Quote from sle:
I am sorry, maybe I am missing something. So far, what I gather is that you are trading the firms capital doing some FI spreads (STIRs/bond futures etc, all the rage down under). What is your payout ratio? is it tied to your metrics, like Sharpe?
The numbers that your are throwing around ($40-$50k/month) are not that big, you are making $500-$600k for your firm and if they are paying you even 30% (the deals I know that pay out this much require a crazy sharpe, though), it's just $200k per year. You could be working half as much to make the same at a bank and learning more
Do you think you would be able to keep that up for long? Just curious...
>> Once again, I think you guys are coming from a different world to me... the world of Day-Trading and Futures does not need to involve these statistics. All my firm cares about is that you're profitable. It's a niche job... as we know, and the market doesn't owe you anything, but it's a great substitute from kissing a boss' ass.
>> Also just because I can make $40-50k one month doesn't mean I would make it the next month. There's variance. On top of this, market slow downs... as well as the fact that I am sizing up at the same time, so I have to experience painful hurdles.
By the way, the split is not 30%. The starting is 50/50 in the Prop trading world. As you make more for the firm, you go up... people tend to approach 65-75%. The big hitters/swingers get to 80-85% or special deals (with lots of money to back themselves in the account as a safety net... or a lot of activity-per-month that the firm loves).
>> Everyone here knows trading is an insanely difficult game. I've got... 2.5 years experience. How much can I expect to earn? I can't make 7-figures right now, the risk is too great.
The world of prop trading is a pyramid-scheme of sorts (as I described earlier) and a deferred-compensation scheme. You make little-money for a long time in 'hopes' that you get immune/get a few lucky rogue announcements that allows you to get to a point over-time where you are comfortable, mentally, handling a lot of money swings etc.
>> The age-old question that everyone asks is how much we need to make... the truth is that, believe it or not, many guys just love the fact that they can make between 60k to 150k/year and work a job where they are allowed to wear anything (ANYTHING) in the office, and not have a boss, and work for themselves.
I only informed you guys of my insane hours just to let you know I'm not of the norm. Many of my friends have wives, girlfriends, rent to pay.... I am still relatively young and my face/body can still take a lot of bare-knuckle beatings.
I also realised that half of the game is almost a scam. We work insane hours (Asia + Euro sesssion is crap... so most people are doing hours of 6pm to 4am every day as the norm).
And then you need to get consistent, make money, pay yourself, re-invest in your own account with the firm, get more limits, keep the confidence, keep making money...
It's unfortunately not that simple. There are so many hurdles. You can wait it out for 7-9 years in hopes you just 'get over' the size factor and increase... but there's no real example to go by.
If I really need to beat that bank salary consistently, it's only worth it (too me) when I am on 75% split (at least) and making ~200k/month... lets say you get to win 6 to 9 (out of 12) months in the year... there you have it.
>> Anyway I just shared my goals with you. I thought everyone in the industry would be like this. Quite the opposite. Everyone prefers the turtle-walking pace and laid back attitude. Most people are just happy not being in a dreaded office environment. It's a boys-club for everyone. Dinners, night outs, gamble session on the U.S. job figure, not having to write reports or a boss to own up to... complete freedom.
I don't see it like this, though. I just see very very long hours and little reward so far.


■ Problem description
Would you please output all the records exactly as given? Pictures should not appear in the copy.

═════ Data for review ═════

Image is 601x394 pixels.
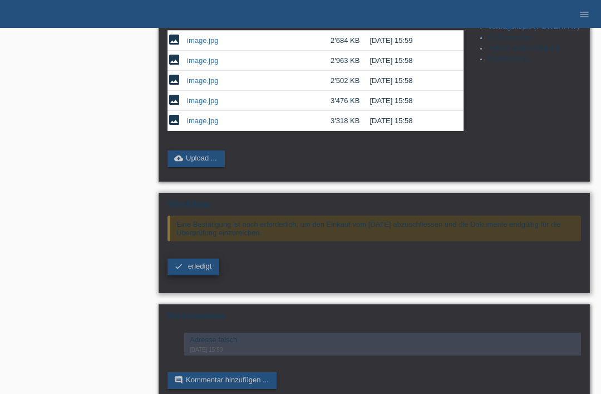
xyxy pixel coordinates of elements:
[188,262,212,270] span: erledigt
[190,335,576,343] div: Adresse falsch
[168,199,581,215] h2: Workflow
[187,56,218,65] a: image.jpg
[187,116,218,125] a: image.jpg
[579,9,590,20] i: menu
[168,113,181,126] i: image
[174,375,183,384] i: comment
[488,33,581,43] li: ID-/Passkopie
[370,71,448,91] td: [DATE] 15:58
[168,73,181,86] i: image
[168,372,277,389] a: commentKommentar hinzufügen ...
[488,54,581,65] li: Kaufquittung
[331,91,370,111] td: 3'476 KB
[331,71,370,91] td: 2'502 KB
[370,51,448,71] td: [DATE] 15:58
[370,111,448,131] td: [DATE] 15:58
[168,150,225,167] a: cloud_uploadUpload ...
[174,154,183,163] i: cloud_upload
[168,310,581,327] h2: Kommentare
[370,31,448,51] td: [DATE] 15:59
[168,53,181,66] i: image
[331,111,370,131] td: 3'318 KB
[331,31,370,51] td: 2'684 KB
[168,258,219,275] a: check erledigt
[168,215,581,241] div: Eine Bestätigung ist noch erforderlich, um den Einkauf vom [DATE] abzuschliessen und die Dokument...
[168,93,181,106] i: image
[187,96,218,105] a: image.jpg
[370,91,448,111] td: [DATE] 15:58
[174,262,183,271] i: check
[488,43,581,54] li: Aufenthaltsbewilligung
[187,76,218,85] a: image.jpg
[573,11,596,17] a: menu
[187,36,218,45] a: image.jpg
[168,33,181,46] i: image
[190,346,576,352] div: [DATE] 15:50
[331,51,370,71] td: 2'963 KB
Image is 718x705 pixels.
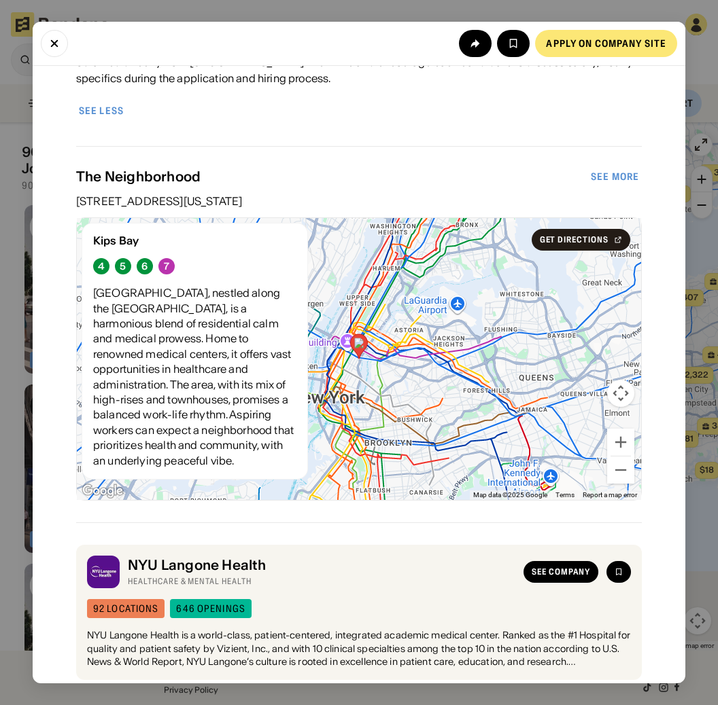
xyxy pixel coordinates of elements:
div: 7 [164,261,169,273]
a: Open this area in Google Maps (opens a new window) [80,482,125,500]
a: Report a map error [582,491,637,499]
button: Zoom out [607,457,634,484]
div: [GEOGRAPHIC_DATA], nestled along the [GEOGRAPHIC_DATA], is a harmonious blend of residential calm... [93,285,296,468]
div: NYU Langone Health [128,557,515,574]
span: Map data ©2025 Google [473,491,547,499]
div: 5 [120,261,126,273]
button: Zoom in [607,429,634,456]
div: See more [591,172,639,181]
div: See less [79,106,124,116]
a: See company [523,561,598,583]
div: NYU Langone Health is a world-class, patient-centered, integrated academic medical center. Ranked... [87,629,631,669]
a: Apply on company site [535,30,677,57]
div: The Neighborhood [76,169,588,185]
div: 4 [98,261,105,273]
div: Get Directions [540,236,608,244]
a: See more [580,163,650,190]
a: Terms (opens in new tab) [555,491,574,499]
div: Healthcare & Mental Health [128,576,515,587]
div: See company [531,568,590,576]
div: 646 openings [176,604,245,614]
div: [STREET_ADDRESS][US_STATE] [76,196,642,207]
div: 92 locations [93,604,158,614]
img: NYU Langone Health logo [87,556,120,588]
button: Close [41,30,68,57]
div: Kips Bay [93,234,296,247]
img: Google [80,482,125,500]
div: 6 [141,261,147,273]
div: Apply on company site [546,39,666,48]
a: Get Directions [531,229,630,251]
button: Map camera controls [607,380,634,407]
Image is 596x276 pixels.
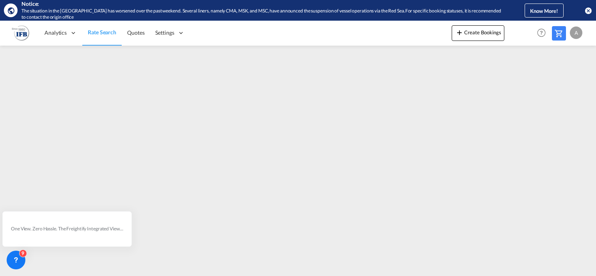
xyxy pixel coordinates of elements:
[534,26,548,39] span: Help
[150,20,189,46] div: Settings
[155,29,174,37] span: Settings
[127,29,144,36] span: Quotes
[82,20,122,46] a: Rate Search
[570,27,582,39] div: A
[455,28,464,37] md-icon: icon-plus 400-fg
[122,20,150,46] a: Quotes
[21,8,504,21] div: The situation in the Red Sea has worsened over the past weekend. Several liners, namely CMA, MSK,...
[39,20,82,46] div: Analytics
[534,26,552,40] div: Help
[451,25,504,41] button: icon-plus 400-fgCreate Bookings
[44,29,67,37] span: Analytics
[7,7,15,14] md-icon: icon-earth
[88,29,116,35] span: Rate Search
[524,4,563,18] button: Know More!
[530,8,558,14] span: Know More!
[12,24,29,42] img: b628ab10256c11eeb52753acbc15d091.png
[584,7,592,14] button: icon-close-circle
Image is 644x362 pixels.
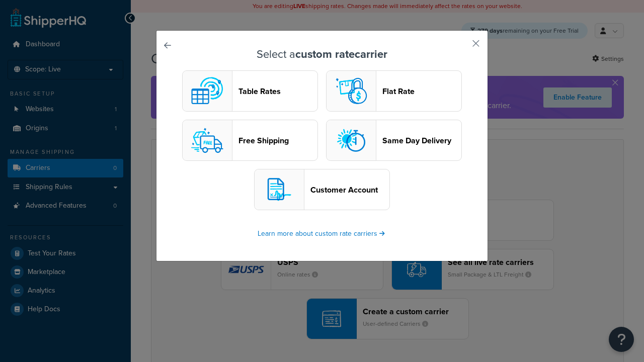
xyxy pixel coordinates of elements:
[187,71,228,111] img: custom logo
[259,170,299,210] img: customerAccount logo
[383,136,462,145] header: Same Day Delivery
[182,71,318,112] button: custom logoTable Rates
[182,48,462,60] h3: Select a
[295,45,388,62] strong: custom rate carrier
[187,120,228,160] img: free logo
[310,185,389,195] header: Customer Account
[331,120,372,160] img: sameday logo
[326,71,462,112] button: flat logoFlat Rate
[258,228,387,239] a: Learn more about custom rate carriers
[182,119,318,161] button: free logoFree Shipping
[239,136,318,145] header: Free Shipping
[254,169,390,210] button: customerAccount logoCustomer Account
[326,119,462,161] button: sameday logoSame Day Delivery
[331,71,372,111] img: flat logo
[239,87,318,96] header: Table Rates
[383,87,462,96] header: Flat Rate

═════

■ Solution
Image is 601x394 pixels.
xyxy pixel coordinates of elements:
[188,262,212,270] span: erledigt
[190,335,576,343] div: Adresse falsch
[168,199,581,215] h2: Workflow
[187,56,218,65] a: image.jpg
[187,116,218,125] a: image.jpg
[579,9,590,20] i: menu
[168,113,181,126] i: image
[174,375,183,384] i: comment
[488,33,581,43] li: ID-/Passkopie
[370,71,448,91] td: [DATE] 15:58
[168,73,181,86] i: image
[168,372,277,389] a: commentKommentar hinzufügen ...
[488,54,581,65] li: Kaufquittung
[331,91,370,111] td: 3'476 KB
[331,71,370,91] td: 2'502 KB
[370,51,448,71] td: [DATE] 15:58
[370,111,448,131] td: [DATE] 15:58
[168,150,225,167] a: cloud_uploadUpload ...
[174,154,183,163] i: cloud_upload
[168,310,581,327] h2: Kommentare
[370,31,448,51] td: [DATE] 15:59
[168,53,181,66] i: image
[331,111,370,131] td: 3'318 KB
[331,31,370,51] td: 2'684 KB
[168,258,219,275] a: check erledigt
[168,215,581,241] div: Eine Bestätigung ist noch erforderlich, um den Einkauf vom [DATE] abzuschliessen und die Dokument...
[168,93,181,106] i: image
[187,96,218,105] a: image.jpg
[370,91,448,111] td: [DATE] 15:58
[174,262,183,271] i: check
[488,43,581,54] li: Aufenthaltsbewilligung
[187,76,218,85] a: image.jpg
[573,11,596,17] a: menu
[187,36,218,45] a: image.jpg
[168,33,181,46] i: image
[190,346,576,352] div: [DATE] 15:50
[331,51,370,71] td: 2'963 KB
Image is 718x705 pixels.
xyxy pixel coordinates of elements:
div: 7 [164,261,169,273]
a: Open this area in Google Maps (opens a new window) [80,482,125,500]
a: Report a map error [582,491,637,499]
button: Zoom out [607,457,634,484]
div: [GEOGRAPHIC_DATA], nestled along the [GEOGRAPHIC_DATA], is a harmonious blend of residential calm... [93,285,296,468]
div: NYU Langone Health [128,557,515,574]
span: Map data ©2025 Google [473,491,547,499]
div: 5 [120,261,126,273]
button: Zoom in [607,429,634,456]
div: See more [591,172,639,181]
div: See less [79,106,124,116]
a: See company [523,561,598,583]
div: NYU Langone Health is a world-class, patient-centered, integrated academic medical center. Ranked... [87,629,631,669]
a: Apply on company site [535,30,677,57]
div: The Neighborhood [76,169,588,185]
div: 4 [98,261,105,273]
div: Get Directions [540,236,608,244]
a: See more [580,163,650,190]
a: Terms (opens in new tab) [555,491,574,499]
div: Healthcare & Mental Health [128,576,515,587]
div: See company [531,568,590,576]
div: 646 openings [176,604,245,614]
div: [STREET_ADDRESS][US_STATE] [76,196,642,207]
div: 92 locations [93,604,158,614]
img: NYU Langone Health logo [87,556,120,588]
button: Close [41,30,68,57]
div: Kips Bay [93,234,296,247]
img: Google [80,482,125,500]
div: 6 [141,261,147,273]
div: Apply on company site [546,39,666,48]
a: Get Directions [531,229,630,251]
button: Map camera controls [607,380,634,407]
Image is 596x276 pixels.
xyxy pixel coordinates of elements:
[534,26,548,39] span: Help
[150,20,189,46] div: Settings
[155,29,174,37] span: Settings
[127,29,144,36] span: Quotes
[82,20,122,46] a: Rate Search
[570,27,582,39] div: A
[455,28,464,37] md-icon: icon-plus 400-fg
[122,20,150,46] a: Quotes
[21,8,504,21] div: The situation in the Red Sea has worsened over the past weekend. Several liners, namely CMA, MSK,...
[39,20,82,46] div: Analytics
[534,26,552,40] div: Help
[451,25,504,41] button: icon-plus 400-fgCreate Bookings
[44,29,67,37] span: Analytics
[7,7,15,14] md-icon: icon-earth
[88,29,116,35] span: Rate Search
[524,4,563,18] button: Know More!
[530,8,558,14] span: Know More!
[12,24,29,42] img: b628ab10256c11eeb52753acbc15d091.png
[584,7,592,14] button: icon-close-circle
Image is 644x362 pixels.
xyxy pixel coordinates of elements:
[187,71,228,111] img: custom logo
[259,170,299,210] img: customerAccount logo
[383,136,462,145] header: Same Day Delivery
[182,71,318,112] button: custom logoTable Rates
[182,48,462,60] h3: Select a
[295,45,388,62] strong: custom rate carrier
[187,120,228,160] img: free logo
[310,185,389,195] header: Customer Account
[331,120,372,160] img: sameday logo
[326,71,462,112] button: flat logoFlat Rate
[258,228,387,239] a: Learn more about custom rate carriers
[182,119,318,161] button: free logoFree Shipping
[239,136,318,145] header: Free Shipping
[254,169,390,210] button: customerAccount logoCustomer Account
[326,119,462,161] button: sameday logoSame Day Delivery
[331,71,372,111] img: flat logo
[239,87,318,96] header: Table Rates
[383,87,462,96] header: Flat Rate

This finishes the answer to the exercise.